John Stockwell, the director of this unlovely and unlovable horror film, does have a certain diabolical talent in another disreputable field.
As the progenitor of such gloriously stupid entertainments as Blue Crushand Into the Blue, he has demonstrated that he is eminently capable of placing a camera before a lady in a bikini just before she jumps into a rock pool. It is not, I guess, as tricky as performing heart surgery or composing operettas, but the task may, perhaps, involve nuances beyond our understanding.

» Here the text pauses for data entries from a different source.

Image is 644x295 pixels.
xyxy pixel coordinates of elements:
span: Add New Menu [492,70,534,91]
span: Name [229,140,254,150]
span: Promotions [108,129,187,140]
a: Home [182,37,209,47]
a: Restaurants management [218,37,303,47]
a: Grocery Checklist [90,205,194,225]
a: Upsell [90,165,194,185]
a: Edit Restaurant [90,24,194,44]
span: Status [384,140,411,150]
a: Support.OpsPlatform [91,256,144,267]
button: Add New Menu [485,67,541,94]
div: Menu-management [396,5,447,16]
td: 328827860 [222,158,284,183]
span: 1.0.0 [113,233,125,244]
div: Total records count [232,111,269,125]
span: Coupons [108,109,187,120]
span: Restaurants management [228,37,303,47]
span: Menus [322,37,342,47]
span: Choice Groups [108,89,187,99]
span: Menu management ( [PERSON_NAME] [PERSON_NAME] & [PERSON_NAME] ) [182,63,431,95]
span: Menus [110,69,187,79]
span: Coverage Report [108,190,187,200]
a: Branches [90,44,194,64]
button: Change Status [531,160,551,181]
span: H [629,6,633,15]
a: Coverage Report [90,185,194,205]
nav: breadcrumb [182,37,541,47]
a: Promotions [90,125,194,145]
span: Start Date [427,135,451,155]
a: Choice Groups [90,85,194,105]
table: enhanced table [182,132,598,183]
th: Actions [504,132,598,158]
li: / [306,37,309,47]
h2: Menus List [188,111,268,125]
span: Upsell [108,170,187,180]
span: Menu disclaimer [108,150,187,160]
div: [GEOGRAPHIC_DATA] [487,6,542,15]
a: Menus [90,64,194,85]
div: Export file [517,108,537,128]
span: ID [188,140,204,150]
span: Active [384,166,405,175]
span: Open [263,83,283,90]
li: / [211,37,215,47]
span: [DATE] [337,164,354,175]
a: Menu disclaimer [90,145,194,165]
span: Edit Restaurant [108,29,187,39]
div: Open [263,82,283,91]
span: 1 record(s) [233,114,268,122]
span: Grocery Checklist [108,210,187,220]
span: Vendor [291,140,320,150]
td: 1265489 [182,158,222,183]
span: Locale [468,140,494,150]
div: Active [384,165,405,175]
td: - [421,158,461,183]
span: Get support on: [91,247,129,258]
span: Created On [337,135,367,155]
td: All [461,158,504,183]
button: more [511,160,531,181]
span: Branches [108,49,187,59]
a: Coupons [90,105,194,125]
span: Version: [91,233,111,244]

Paradise Lost- a film that would, most likely, have only limited appeal for John Milton - attempts to meld Stockwell's brand of shampoo-commercial cinema with the intestinal horror popularised by Eli Roth in Hostel. As in that picture, the story concerns the dissection of a party of largely ignorant, largely American tourists by inhabitants of some stubbornly foreign locale. Swimsuits rarely being worn in Slovakia, Mr Stockwell has taken his bevy of idiots to Brazil, where, after being involved in a bus crash, they get abducted by a greedy doctor in search of organs for transplant.

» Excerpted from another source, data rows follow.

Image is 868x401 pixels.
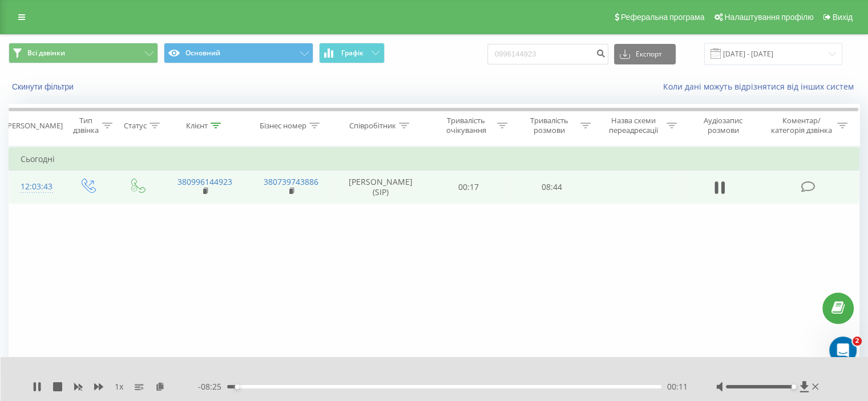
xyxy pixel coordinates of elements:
[829,337,857,364] iframe: Intercom live chat
[260,121,306,130] div: Бізнес номер
[264,176,319,187] a: 380739743886
[198,381,227,392] span: - 08:25
[833,12,853,22] span: Вихід
[768,116,834,135] div: Коментар/категорія дзвінка
[124,121,146,130] div: Статус
[521,116,578,135] div: Тривалість розмови
[349,121,396,130] div: Співробітник
[511,170,593,203] td: 08:44
[9,81,79,91] button: Скинути фільтри
[438,116,495,135] div: Тривалість очікування
[428,170,511,203] td: 00:17
[488,44,609,64] input: Пошук за номером
[341,49,363,57] span: Графік
[72,116,99,135] div: Тип дзвінка
[664,81,860,91] a: Коли дані можуть відрізнятися вiд інших систем
[186,121,208,130] div: Клієнт
[9,42,158,64] button: Всі дзвінки
[164,42,314,64] button: Основний
[319,42,385,64] button: Графік
[724,12,813,22] span: Налаштування профілю
[21,176,51,198] div: 12:03:43
[791,384,795,389] div: Accessibility label
[5,121,63,130] div: [PERSON_NAME]
[335,170,428,203] td: [PERSON_NAME] (SIP)
[115,381,123,392] span: 1 x
[621,12,705,22] span: Реферальна програма
[604,116,664,135] div: Назва схеми переадресації
[27,48,65,58] span: Всі дзвінки
[235,384,240,389] div: Accessibility label
[853,337,862,345] span: 2
[177,176,232,187] a: 380996144923
[690,116,757,135] div: Аудіозапис розмови
[667,381,688,392] span: 00:11
[9,148,860,170] td: Сьогодні
[615,44,676,64] button: Експорт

To be fair, some of the scenes that are actually supposed to be offensive achieve that aim comfortably. The forced removal of a kidney belonging to one previously perky young lady may, in particular, cause even hardened horror fans to cover their eyes.
For the most part, however, Paradise Lostis revolting by accident. The gestures towards socio-political commentary fail miserably. The reduction of the locals to either victims or psychopaths is embarrassing. And the director's obsession with nude midriffs - never particularly healthy - takes on sinister dimensions when those sections are being repeatedly sliced open by scalpels.
What did the devil say in that other Paradise Lost? "Better to rule in hell then serve in heaven." On this evidence it seems unlikely Stockwell will manage either.